The Future of Education

Edition 16

Accepted Abstracts

Does AI Contribute to Redesigning Teacher Assessment Literacy? An Empirical Study across Four School Grades

Maria Vittoria Isidori, University of L’Aquila (Italy)

Valentina Di Michele, University of L’Aquila (Italy)

Cinzia Referza, Università degli Studi dell'Aquila (Italy)

Abstract

Teacher assessment competence – understood as the set of knowledge, skills, and practices that enable teachers to design, implement, and interpret assessment effectively – represents a fundamental professional competence (Yang, 2024). The use of an AI-based toolkit modifies teachers' assessment practices (differentiation, feedback, accessibility), with variations across school levels (Bower and Torrington, 2024; Isidori et All., 2025a).

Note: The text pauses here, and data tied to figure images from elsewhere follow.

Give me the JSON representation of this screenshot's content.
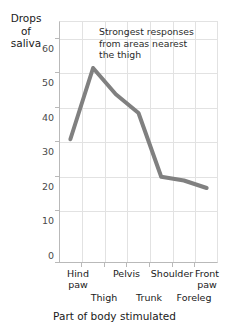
{
  "chart_data": {
    "type": "line",
    "title": "",
    "xlabel": "Part of body stimulated",
    "ylabel": "Drops of saliva",
    "ylabel_lines": [
      "Drops",
      "of",
      "saliva"
    ],
    "categories": [
      "Hind paw",
      "Thigh",
      "Pelvis",
      "Trunk",
      "Shoulder",
      "Foreleg",
      "Front paw"
    ],
    "values": [
      33,
      52,
      45,
      40,
      23,
      22,
      20
    ],
    "ylim": [
      0,
      65
    ],
    "yticks": [
      0,
      10,
      20,
      30,
      40,
      50,
      60
    ],
    "ytick_labels": [
      "0",
      "10",
      "20",
      "30",
      "40",
      "50",
      "60"
    ],
    "grid": true,
    "legend": "none",
    "series": [
      {
        "name": "Drops of saliva",
        "color": "#808080",
        "values": [
          33,
          52,
          45,
          40,
          23,
          22,
          20
        ]
      }
    ],
    "annotations": [
      {
        "text": "Strongest responses from areas nearest the thigh",
        "lines": [
          "Strongest responses",
          "from areas nearest",
          "the thigh"
        ]
      }
    ]
  },
  "axis": {
    "y_title_line1": "Drops",
    "y_title_line2": "of",
    "y_title_line3": "saliva",
    "x_title": "Part of body stimulated",
    "yticks": [
      "60",
      "50",
      "40",
      "30",
      "20",
      "10",
      "0"
    ],
    "xlabels_upper": [
      "Hind\npaw",
      "Pelvis",
      "Shoulder",
      "Front\npaw"
    ],
    "xlabels_lower": [
      "Thigh",
      "Trunk",
      "Foreleg"
    ],
    "xlabel_1_line1": "Hind",
    "xlabel_1_line2": "paw",
    "xlabel_2": "Thigh",
    "xlabel_3": "Pelvis",
    "xlabel_4": "Trunk",
    "xlabel_5": "Shoulder",
    "xlabel_6": "Foreleg",
    "xlabel_7_line1": "Front",
    "xlabel_7_line2": "paw"
  },
  "annotation": {
    "line1": "Strongest responses",
    "line2": "from areas nearest",
    "line3": "the thigh"
  },
  "colors": {
    "line": "#808080",
    "grid": "#e2e2e2",
    "axis": "#b9b9b9",
    "text": "#1a1a1a",
    "tick_text": "#4a4a4a",
    "background": "#ffffff"
  }
}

We analyzed 62 teaching projects (preschool n=18, primary n=16, lower secondary n=14, upper secondary n=14), developed by teachers working in subgroups. Teachers integrated an AI toolkit (LLMs, generative platforms, interactive quizzes). Four parameters were measured: differentiated assessment, formative feedback, voice recordings (accessibility), and explicit AI documentation. Impact was assessed using a structured coding scheme (presence/absence). The distribution was balanced; light statistical weighting and sensitivity analysis were applied.

Secondary school teachers showed marked resistance to applying the toolkit. After weighting:

  • Differentiation: 72% in preschool/primary vs 21% in secondary.
  • Formative feedback: 38% in primary vs 14% in secondary.
  • Multimodal accessibility: 56% in preschool vs 4% in secondary.

Reported resistances include: distrust in AI, preference for traditional assessment, and the perception that accessibility is unnecessary in secondary school.

AI can redesign assessment competence, but secondary teachers' resistance limits its impact. Professional development pathways must address cultural and motivational barriers.

 

Keywords

assessment competence, AI generative, formation teacher, personalization

 

REFERENCES

[1] M. Bower – J. Torrington, How should we change teaching and assessment in response to increasingly powerful generative artificial intelligence? Outcomes of the ChatGPT teacher survey, «Education and Information Technologies», 29 (2024), 12, pp. 15403-15439.

[2] Isidori, Maria Vittoria; Muccini, Henry; Evangelista, Clara (2025) Generative intelligence: a possible redefinition of teaching and formative assessment. A survey among teacher trainees. Giornale italiano di educazione alla salute, sport e didattica inclusiva, 9(1).

[3] Yang, D. (2024). Theoretical model of teachers' assessment competencies: Connotation, structure and performance. Education Science, 40(4), 73-79.